Showing file sizes in sorted order

Solution 1:

From your folder:

find . -maxdepth 1 -type f -exec du -h {} + | sort --human-numeric-sort --reverse

You can set how deep it can look for files with -maxdepth parameter or without it to be recursive.

Solution 2:

If you want to list everything in the directory recursively, use either find or du with sort:

find /some/path -type f -printf '%s %p\n' | sort -rn
du -h /some/path | sort -rh

The former will show only files, and size in bytes. The latter will show both file and cumulative directory sizes, in human-readable (using KB, MB, etc.) format. sort accordingly uses numeric for the former (-n) and human-readable for the latter (-h).


With more complexity, the best option would be:

find /some/path -type f -print0 | du --files0-from=- -0h | sort -rzh | tr '\0' '\n'

du can read a NUL-delimited list of files from input, and find can print NUL-delimited filenames using -print0. sort can then take the NUL-delimited list of sizes and filenames and sort them, and finally you replace NULs with newlines for convenient display.

Since filenames and paths can contain anything except the ASCII NUL character, using NUL-delimited lines will processing them is the safest way.

You can also get find to print the size as seen in the first command, but with -printf '%s %p\0' to still use NUL-delimited lines, and skip using du as the middle man.

Solution 3:

As @Terrance said, ls -lS sorts files in descending order. For all of the files, ls -lSa works.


**About this exercise:**
Copy exactly the line containing "Find table in" and all lines after it, through the last line of the material below; omit everything before it.

──────

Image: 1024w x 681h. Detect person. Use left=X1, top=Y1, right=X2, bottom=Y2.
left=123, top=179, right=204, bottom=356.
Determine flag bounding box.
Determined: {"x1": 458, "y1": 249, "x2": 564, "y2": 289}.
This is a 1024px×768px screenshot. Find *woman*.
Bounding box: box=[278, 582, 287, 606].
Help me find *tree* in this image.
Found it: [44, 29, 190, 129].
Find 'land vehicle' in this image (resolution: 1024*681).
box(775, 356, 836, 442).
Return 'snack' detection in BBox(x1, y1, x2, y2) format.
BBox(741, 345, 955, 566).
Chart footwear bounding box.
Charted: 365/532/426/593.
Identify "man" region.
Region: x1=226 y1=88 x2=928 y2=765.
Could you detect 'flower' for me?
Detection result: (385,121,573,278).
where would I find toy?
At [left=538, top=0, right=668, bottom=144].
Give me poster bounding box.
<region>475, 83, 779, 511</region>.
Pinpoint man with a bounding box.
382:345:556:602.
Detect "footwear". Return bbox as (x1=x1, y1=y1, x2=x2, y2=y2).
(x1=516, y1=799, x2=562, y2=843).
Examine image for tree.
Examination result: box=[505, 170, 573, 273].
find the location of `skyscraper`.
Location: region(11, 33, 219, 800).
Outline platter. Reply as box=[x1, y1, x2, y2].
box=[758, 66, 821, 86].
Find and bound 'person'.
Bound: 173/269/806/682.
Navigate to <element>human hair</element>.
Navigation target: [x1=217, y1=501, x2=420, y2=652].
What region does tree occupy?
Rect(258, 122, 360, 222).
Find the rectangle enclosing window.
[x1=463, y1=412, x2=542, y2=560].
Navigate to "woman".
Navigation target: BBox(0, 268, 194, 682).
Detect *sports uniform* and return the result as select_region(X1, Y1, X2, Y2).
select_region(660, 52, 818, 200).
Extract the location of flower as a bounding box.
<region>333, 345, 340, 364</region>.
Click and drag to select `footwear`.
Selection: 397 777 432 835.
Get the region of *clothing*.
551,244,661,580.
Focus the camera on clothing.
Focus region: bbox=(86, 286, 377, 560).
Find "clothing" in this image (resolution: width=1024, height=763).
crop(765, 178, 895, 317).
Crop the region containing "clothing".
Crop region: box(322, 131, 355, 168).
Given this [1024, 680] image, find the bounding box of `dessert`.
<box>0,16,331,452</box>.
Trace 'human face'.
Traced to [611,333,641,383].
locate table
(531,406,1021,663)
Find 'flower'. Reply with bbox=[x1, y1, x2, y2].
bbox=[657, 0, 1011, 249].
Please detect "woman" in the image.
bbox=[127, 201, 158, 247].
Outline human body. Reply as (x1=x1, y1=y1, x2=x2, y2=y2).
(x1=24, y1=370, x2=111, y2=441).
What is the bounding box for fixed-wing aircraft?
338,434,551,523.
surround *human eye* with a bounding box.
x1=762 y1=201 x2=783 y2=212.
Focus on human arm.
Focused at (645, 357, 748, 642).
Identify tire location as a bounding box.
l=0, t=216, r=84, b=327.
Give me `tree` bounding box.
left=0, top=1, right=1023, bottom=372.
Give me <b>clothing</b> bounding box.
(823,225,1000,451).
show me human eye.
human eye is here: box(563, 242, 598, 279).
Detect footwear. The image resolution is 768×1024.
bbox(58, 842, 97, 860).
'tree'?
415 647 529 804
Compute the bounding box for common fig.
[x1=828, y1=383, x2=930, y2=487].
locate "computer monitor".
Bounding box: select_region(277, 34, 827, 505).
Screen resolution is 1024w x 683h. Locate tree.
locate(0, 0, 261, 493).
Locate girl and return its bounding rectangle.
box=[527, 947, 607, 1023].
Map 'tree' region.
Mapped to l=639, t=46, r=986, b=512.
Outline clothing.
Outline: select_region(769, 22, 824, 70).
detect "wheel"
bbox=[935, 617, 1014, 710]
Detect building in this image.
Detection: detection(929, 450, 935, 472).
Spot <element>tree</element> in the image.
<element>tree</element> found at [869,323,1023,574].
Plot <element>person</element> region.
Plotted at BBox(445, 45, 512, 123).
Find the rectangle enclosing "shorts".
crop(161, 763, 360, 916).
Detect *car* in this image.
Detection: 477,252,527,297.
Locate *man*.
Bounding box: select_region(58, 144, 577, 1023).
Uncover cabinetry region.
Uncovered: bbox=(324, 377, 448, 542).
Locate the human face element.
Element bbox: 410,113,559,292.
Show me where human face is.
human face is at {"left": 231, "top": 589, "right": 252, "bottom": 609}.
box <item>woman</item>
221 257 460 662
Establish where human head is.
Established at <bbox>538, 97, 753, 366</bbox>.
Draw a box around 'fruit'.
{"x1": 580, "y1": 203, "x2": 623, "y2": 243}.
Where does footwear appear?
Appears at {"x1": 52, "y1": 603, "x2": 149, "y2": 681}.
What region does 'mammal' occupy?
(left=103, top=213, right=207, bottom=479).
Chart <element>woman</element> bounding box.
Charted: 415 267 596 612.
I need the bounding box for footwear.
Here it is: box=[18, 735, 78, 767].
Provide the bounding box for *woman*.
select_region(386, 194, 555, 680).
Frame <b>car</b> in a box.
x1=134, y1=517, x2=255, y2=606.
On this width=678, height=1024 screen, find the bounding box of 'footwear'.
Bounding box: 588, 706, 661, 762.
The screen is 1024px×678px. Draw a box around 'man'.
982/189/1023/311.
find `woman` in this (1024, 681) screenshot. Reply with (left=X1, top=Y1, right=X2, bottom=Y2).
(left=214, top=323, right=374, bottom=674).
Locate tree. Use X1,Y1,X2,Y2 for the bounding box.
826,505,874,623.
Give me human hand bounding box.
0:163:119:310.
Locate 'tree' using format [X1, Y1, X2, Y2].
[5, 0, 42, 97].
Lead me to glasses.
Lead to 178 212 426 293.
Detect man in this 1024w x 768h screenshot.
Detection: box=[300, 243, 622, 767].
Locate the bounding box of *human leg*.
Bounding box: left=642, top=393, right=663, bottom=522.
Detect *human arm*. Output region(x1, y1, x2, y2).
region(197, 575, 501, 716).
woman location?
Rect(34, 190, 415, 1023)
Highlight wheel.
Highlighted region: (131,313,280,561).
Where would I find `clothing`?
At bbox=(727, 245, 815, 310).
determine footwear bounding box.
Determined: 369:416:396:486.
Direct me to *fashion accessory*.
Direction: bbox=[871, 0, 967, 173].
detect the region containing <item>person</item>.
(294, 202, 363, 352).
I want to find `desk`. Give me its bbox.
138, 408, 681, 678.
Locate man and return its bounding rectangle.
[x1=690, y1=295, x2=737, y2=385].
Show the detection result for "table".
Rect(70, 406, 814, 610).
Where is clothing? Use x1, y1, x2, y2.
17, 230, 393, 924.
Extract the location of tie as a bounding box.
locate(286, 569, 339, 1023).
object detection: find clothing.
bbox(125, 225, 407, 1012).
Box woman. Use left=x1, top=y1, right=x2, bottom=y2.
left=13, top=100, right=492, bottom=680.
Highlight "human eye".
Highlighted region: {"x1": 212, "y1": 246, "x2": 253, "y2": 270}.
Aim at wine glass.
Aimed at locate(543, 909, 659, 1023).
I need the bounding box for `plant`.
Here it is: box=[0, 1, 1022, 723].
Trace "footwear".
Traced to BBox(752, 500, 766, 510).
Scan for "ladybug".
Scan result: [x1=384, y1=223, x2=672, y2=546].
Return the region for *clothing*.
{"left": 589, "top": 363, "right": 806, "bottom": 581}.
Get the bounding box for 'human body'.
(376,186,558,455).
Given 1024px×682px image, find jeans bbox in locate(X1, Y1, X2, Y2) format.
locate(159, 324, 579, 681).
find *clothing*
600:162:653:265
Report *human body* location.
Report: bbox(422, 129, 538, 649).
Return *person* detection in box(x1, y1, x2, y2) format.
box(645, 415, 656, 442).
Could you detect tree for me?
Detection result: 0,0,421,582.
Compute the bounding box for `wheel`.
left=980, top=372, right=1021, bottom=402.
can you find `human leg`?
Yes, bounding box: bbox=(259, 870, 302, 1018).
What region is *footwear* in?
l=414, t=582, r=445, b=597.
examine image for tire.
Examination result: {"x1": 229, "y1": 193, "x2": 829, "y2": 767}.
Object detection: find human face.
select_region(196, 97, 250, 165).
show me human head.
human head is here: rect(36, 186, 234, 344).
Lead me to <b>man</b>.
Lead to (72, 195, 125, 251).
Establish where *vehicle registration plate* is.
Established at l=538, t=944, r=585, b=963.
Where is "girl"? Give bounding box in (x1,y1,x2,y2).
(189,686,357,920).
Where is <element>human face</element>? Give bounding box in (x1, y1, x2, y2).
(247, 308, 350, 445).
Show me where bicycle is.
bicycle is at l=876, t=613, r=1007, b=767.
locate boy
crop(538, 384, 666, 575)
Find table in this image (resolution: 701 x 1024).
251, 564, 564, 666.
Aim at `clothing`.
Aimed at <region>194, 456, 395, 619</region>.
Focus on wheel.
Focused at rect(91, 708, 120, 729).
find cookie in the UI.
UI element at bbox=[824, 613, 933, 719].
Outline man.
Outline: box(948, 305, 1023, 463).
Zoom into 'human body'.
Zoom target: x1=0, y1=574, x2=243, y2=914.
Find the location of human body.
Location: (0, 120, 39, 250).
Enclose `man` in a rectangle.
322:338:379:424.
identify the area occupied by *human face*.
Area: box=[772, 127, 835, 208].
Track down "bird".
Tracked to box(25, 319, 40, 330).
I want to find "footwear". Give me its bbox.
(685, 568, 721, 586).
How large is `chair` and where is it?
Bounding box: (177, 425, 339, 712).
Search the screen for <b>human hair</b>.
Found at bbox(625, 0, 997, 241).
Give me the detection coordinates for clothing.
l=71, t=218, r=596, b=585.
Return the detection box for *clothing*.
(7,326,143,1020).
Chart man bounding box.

──────

**Exercise output:**
Find table in this image (resolution: 701 x 1024).
251, 564, 564, 666.
Aim at `clothing`.
Aimed at <region>194, 456, 395, 619</region>.
Focus on wheel.
Focused at rect(91, 708, 120, 729).
find cookie in the UI.
UI element at bbox=[824, 613, 933, 719].
Outline man.
Outline: box(948, 305, 1023, 463).
Zoom into 'human body'.
Zoom target: x1=0, y1=574, x2=243, y2=914.
Find the location of human body.
Location: (0, 120, 39, 250).
Enclose `man` in a rectangle.
322:338:379:424.
identify the area occupied by *human face*.
Area: box=[772, 127, 835, 208].
Track down "bird".
Tracked to box(25, 319, 40, 330).
I want to find "footwear". Give me its bbox.
(685, 568, 721, 586).
How large is `chair` and where is it?
Bounding box: (177, 425, 339, 712).
Search the screen for <b>human hair</b>.
Found at bbox(625, 0, 997, 241).
Give me the detection coordinates for clothing.
l=71, t=218, r=596, b=585.
Return the detection box for *clothing*.
(7,326,143,1020).
Chart man bounding box.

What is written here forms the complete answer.